TASK OBJECTIVE: Please give back word for word the lines below, from the first one through the one with "What are the".

________________________________________

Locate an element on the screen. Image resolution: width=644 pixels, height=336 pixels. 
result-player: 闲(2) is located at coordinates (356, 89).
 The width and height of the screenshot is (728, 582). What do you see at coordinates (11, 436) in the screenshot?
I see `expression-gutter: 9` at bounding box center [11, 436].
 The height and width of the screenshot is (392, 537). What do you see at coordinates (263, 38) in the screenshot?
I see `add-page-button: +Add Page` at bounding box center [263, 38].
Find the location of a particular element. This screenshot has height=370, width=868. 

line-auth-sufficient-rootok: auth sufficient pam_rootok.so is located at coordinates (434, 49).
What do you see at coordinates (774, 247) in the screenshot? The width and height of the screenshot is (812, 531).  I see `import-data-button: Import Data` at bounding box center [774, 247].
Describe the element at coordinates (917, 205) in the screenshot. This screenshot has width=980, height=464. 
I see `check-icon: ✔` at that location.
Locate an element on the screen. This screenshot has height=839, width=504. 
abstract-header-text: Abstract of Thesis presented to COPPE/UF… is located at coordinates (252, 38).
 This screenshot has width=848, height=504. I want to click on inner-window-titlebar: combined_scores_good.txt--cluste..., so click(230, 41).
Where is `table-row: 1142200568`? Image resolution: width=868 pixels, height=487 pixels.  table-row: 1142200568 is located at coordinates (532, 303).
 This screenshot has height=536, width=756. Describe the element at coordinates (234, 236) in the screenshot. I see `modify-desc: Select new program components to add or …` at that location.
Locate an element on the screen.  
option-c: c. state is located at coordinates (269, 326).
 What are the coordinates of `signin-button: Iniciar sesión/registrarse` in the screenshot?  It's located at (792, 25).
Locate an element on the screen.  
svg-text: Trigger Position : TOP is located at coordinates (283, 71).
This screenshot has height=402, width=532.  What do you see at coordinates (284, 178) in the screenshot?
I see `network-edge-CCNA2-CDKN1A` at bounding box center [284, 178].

________________________________________

OUTPUT FOR THIS TASK:
Locate an element on the screen. Image resolution: width=644 pixels, height=336 pixels. 
result-player: 闲(2) is located at coordinates (356, 89).
 The width and height of the screenshot is (728, 582). What do you see at coordinates (11, 436) in the screenshot?
I see `expression-gutter: 9` at bounding box center [11, 436].
 The height and width of the screenshot is (392, 537). What do you see at coordinates (263, 38) in the screenshot?
I see `add-page-button: +Add Page` at bounding box center [263, 38].
Find the location of a particular element. This screenshot has height=370, width=868. 

line-auth-sufficient-rootok: auth sufficient pam_rootok.so is located at coordinates (434, 49).
What do you see at coordinates (774, 247) in the screenshot? The width and height of the screenshot is (812, 531).  I see `import-data-button: Import Data` at bounding box center [774, 247].
Describe the element at coordinates (917, 205) in the screenshot. This screenshot has width=980, height=464. 
I see `check-icon: ✔` at that location.
Locate an element on the screen. This screenshot has height=839, width=504. 
abstract-header-text: Abstract of Thesis presented to COPPE/UF… is located at coordinates (252, 38).
 This screenshot has width=848, height=504. I want to click on inner-window-titlebar: combined_scores_good.txt--cluste..., so click(230, 41).
Where is `table-row: 1142200568`? Image resolution: width=868 pixels, height=487 pixels.  table-row: 1142200568 is located at coordinates (532, 303).
 This screenshot has height=536, width=756. Describe the element at coordinates (234, 236) in the screenshot. I see `modify-desc: Select new program components to add or …` at that location.
Locate an element on the screen.  
option-c: c. state is located at coordinates (269, 326).
 What are the coordinates of `signin-button: Iniciar sesión/registrarse` in the screenshot?  It's located at (792, 25).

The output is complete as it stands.